Beyond Mitochondrial Dysfunction: Why Energy Flow Matters More Than the Machinery
- Healing_ Passion
- Oct 15
- 2 min read
Every living cell is powered by a complex network of reactions that turn nutrients into usable energy. In their recent paper, Energy Metabolism in Health and Diseases, Liu and colleagues deliver an impressive tour through this landscape—showing how energy pathways such as glycolysis, fatty-acid oxidation, and mitochondrial respiration underpin health and, when disrupted, drive disease.
The review’s strength lies in its mechanistic depth. It traces how mitochondrial damage, oxidative stress, and altered fuel use connect to cancer, neurodegeneration, and heart disease. It also highlights exciting frontiers—multi-omics mapping of metabolism, organoid models, and even therapeutic mitochondrial transfer. For anyone studying the “engine room” of life, it’s an essential read.
Yet, as with many mechanistic reviews, the story flows in only one direction:
mitochondrial dysfunction → disease.
What’s missing is the equally important question:
What causes the dysfunction in the first place?
🧩 The Missing Half of the Picture
Mitochondria don’t fail in isolation. They falter when their nutrient networks and adaptive rhythms are chronically disturbed.
Nutrient network availability: Vitamins, amino acids, and minerals act as cofactors for every mitochondrial enzyme. Even mild insufficiency can slow the metabolic “assembly line.”
Rhythm of catabolism and anabolism: Healthy physiology alternates between breakdown (to free energy) and rebuilding (to restore tissues). Chronic stress, overwork, inflammation, or sleep loss trap the body in a catabolic loop—burning without repair.
Systemic regulation: Hormones, immune signals, and neural inputs coordinate when mitochondria accelerate or conserve energy. Persistent stress can mis-signal these controls, forcing the system into exhaustion.
When these upstream layers break down, mitochondria are simply the first responders that run out of fuel.
🌍 The ERM Perspective
The Exposure-Related Malnutrition (ERM) framework expands this view. It treats bioenergetic breakdown not as an isolated cellular accident but as the cumulative outcome of exposure, adaptation, and depletion.
Early exposure (psychological, inflammatory, or environmental) triggers adaptive stress responses.
Over time, nutrients and redox capacity become misallocated.
Eventually, energy can no longer flow where it’s needed most—leading to “malnutrition from within.”
From this perspective, mitochondrial dysfunction is a symptom of energy misallocation, not merely the root cause.
The cure is not only to repair mitochondria but to restore the rhythm of energy availability, allocation, and recovery.
🧭 A Broader Way Forward
The future of metabolic health research must join both views:
The mechanistic precision of Liu et al.—understanding the biochemical gears.
The systemic ecology of ERM—how lifestyle, stress, and nutrient patterns keep those gears turning smoothly.
Energy metabolism is not just chemistry; it’s choreography.
And health is the music that plays when every cell still remembers the rhythm.
Reference:
Liu X, et al. (2025). Energy Metabolism in Health and Diseases. Signal Transduction and Targeted Therapy.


YOUR ASSIGNMENT:
Check each line of the records below and collect those that include the word "Tuna".

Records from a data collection

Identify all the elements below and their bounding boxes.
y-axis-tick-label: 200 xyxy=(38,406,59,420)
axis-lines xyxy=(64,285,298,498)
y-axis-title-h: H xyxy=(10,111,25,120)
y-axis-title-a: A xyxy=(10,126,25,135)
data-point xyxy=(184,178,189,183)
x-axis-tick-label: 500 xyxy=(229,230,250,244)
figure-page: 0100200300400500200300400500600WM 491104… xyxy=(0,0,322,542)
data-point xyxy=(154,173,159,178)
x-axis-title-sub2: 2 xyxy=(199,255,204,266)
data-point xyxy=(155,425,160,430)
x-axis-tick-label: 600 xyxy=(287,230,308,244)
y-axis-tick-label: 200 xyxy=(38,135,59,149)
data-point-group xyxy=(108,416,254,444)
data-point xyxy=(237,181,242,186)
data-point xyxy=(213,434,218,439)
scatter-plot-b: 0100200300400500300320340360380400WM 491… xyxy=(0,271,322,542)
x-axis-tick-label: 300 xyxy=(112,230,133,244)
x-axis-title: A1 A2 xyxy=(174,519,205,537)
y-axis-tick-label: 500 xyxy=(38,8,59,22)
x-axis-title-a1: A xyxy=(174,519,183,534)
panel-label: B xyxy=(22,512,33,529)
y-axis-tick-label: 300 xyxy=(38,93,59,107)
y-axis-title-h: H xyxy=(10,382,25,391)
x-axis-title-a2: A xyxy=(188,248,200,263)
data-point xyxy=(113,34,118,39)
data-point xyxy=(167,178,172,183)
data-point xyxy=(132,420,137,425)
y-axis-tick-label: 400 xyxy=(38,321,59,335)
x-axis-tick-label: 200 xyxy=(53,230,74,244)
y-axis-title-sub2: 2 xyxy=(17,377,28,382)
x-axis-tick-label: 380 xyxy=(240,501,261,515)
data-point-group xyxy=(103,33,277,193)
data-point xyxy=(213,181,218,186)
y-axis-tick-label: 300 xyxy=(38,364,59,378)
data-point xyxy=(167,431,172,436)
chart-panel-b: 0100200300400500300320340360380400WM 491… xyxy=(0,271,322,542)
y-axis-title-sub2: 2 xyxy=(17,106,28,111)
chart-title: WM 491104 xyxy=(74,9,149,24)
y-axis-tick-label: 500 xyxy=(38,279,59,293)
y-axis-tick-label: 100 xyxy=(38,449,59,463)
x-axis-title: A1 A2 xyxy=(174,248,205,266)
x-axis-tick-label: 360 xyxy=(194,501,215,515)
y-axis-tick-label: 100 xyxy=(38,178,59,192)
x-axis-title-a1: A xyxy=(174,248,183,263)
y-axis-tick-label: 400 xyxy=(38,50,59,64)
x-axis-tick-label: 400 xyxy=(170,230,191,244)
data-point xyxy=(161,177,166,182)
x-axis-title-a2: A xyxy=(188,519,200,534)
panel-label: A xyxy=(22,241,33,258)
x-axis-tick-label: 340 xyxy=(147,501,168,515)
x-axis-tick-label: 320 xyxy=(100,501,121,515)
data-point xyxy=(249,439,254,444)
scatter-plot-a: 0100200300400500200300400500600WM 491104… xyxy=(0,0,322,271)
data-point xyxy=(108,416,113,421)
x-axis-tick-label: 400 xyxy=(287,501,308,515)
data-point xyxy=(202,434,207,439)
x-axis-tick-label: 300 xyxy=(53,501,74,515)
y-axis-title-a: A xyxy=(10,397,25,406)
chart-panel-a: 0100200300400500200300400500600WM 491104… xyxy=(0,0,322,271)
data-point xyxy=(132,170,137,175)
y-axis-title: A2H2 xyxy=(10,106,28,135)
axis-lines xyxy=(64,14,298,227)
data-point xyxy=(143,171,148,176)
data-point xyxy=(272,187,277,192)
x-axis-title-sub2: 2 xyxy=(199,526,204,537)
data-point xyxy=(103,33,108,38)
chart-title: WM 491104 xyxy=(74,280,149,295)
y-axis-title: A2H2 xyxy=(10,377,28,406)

...

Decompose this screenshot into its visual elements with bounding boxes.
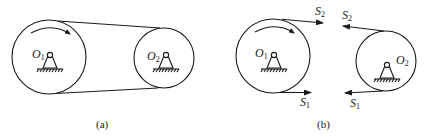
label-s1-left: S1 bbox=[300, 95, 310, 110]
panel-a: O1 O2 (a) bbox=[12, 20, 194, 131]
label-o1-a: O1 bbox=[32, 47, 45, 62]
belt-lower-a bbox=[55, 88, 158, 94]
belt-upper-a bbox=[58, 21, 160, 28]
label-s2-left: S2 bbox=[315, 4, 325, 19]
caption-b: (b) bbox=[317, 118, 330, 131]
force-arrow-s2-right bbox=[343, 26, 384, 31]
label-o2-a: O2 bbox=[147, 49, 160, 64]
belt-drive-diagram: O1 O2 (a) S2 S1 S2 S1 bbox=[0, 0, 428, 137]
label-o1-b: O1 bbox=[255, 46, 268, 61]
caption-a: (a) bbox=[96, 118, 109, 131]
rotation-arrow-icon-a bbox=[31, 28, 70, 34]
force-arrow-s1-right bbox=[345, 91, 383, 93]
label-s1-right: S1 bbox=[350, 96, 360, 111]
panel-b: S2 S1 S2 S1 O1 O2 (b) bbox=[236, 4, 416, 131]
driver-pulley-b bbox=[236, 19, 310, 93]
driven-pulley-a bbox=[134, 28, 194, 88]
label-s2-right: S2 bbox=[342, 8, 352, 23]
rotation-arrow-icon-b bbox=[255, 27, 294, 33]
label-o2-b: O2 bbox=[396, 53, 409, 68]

--

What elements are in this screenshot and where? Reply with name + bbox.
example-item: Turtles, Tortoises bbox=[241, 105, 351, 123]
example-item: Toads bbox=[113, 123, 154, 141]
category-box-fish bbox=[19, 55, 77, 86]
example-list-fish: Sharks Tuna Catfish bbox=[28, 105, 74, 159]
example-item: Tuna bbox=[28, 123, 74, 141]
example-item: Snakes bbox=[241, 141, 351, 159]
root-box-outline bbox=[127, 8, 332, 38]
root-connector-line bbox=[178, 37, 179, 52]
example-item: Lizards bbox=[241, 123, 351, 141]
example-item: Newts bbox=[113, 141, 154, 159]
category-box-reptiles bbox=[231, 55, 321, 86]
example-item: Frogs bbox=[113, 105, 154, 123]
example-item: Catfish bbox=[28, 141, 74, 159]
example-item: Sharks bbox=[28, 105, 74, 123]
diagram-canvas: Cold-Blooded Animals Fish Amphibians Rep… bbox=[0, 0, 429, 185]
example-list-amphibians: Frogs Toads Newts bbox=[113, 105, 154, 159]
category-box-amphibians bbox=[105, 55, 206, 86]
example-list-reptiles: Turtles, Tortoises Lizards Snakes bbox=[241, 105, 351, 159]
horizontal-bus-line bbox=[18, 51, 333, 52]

REPLY:
example-list-fish: Sharks Tuna Catfish bbox=[28, 105, 74, 159]
example-item: Tuna bbox=[28, 123, 74, 141]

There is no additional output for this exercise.